The Charleston Nine.  

The El Paso 23.  

The Tree of Life 11.  

The Buffalo 10.  

The Club Q Five.  

The Jacksonville Three. 

Each of these tragedies offers a bleak testament to the death, pain and trauma that can flow from hatred and bigotry.

And so, the division’s top priority is to investigate and prosecute these unlawful acts of hate. Since January of 2021, the division has charged more than 105 defendants in more than 95 cases for committing hate crimes. And during that time, we have obtained more than 90 convictions.

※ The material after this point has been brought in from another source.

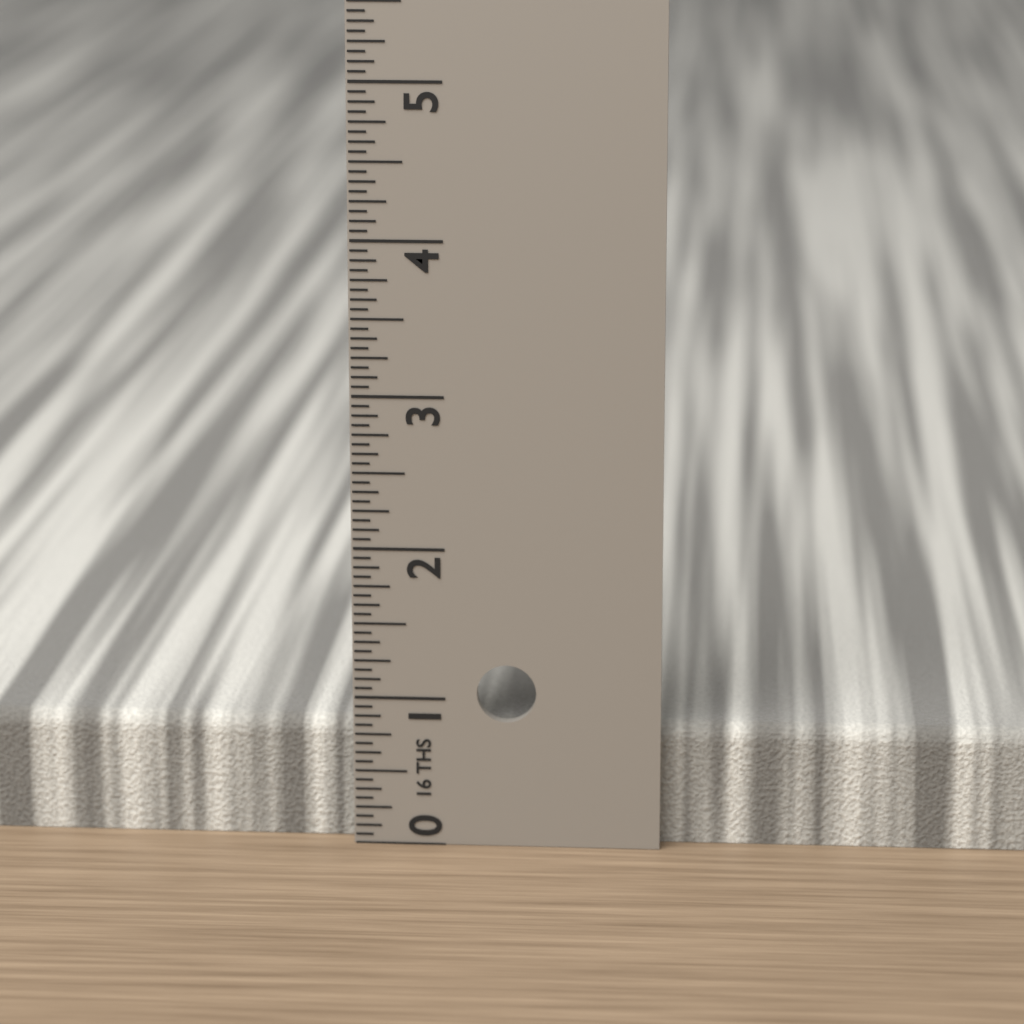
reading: 0.8125 in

For example, the Civil Rights Division secured a guilty verdict against the man who killed 11 people and critically wounded seven others at the Tree of Life Synagogue in Pittsburgh. The division also secured a conviction of the man who killed 23 and wounded 22 more at a Walmart in El Paso, Texas – victims targeted because of their Hispanic identity. And we secured convictions of the three men responsible for the racially motivated killing of Ahmaud Arbery in Georgia.

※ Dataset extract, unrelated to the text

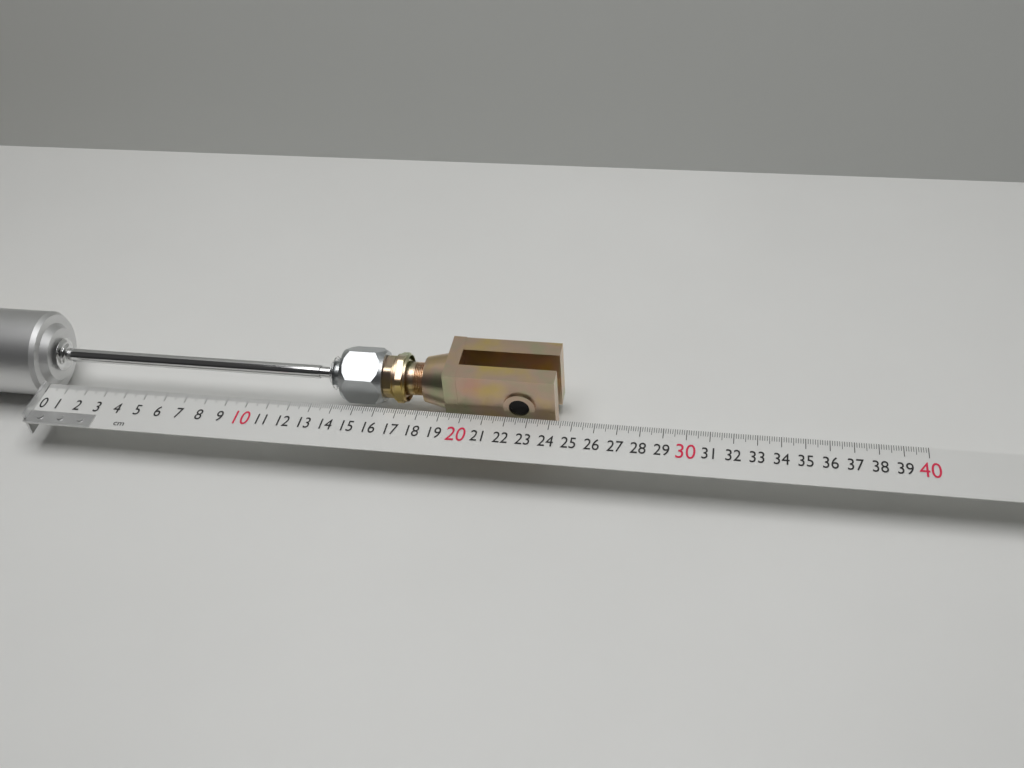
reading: 24.2 cm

Hate crimes are message crimes. The perpetrators not only target their direct victims but also seek to instill fear in the victims’ community. But our prosecutions send a louder and more powerful message: that hate crimes will not be tolerated in our democracy; that perpetrators will be punished and held accountable; and that the communities targeted will be safeguarded by the federal government.

As I close, I want to recognize the hundreds of dedicated public servants in the Civil Rights Division who carry out this critical work. Their commitment inspires me each day and I’m honored to represent them here today.  

Thank you. I look forward to your questions.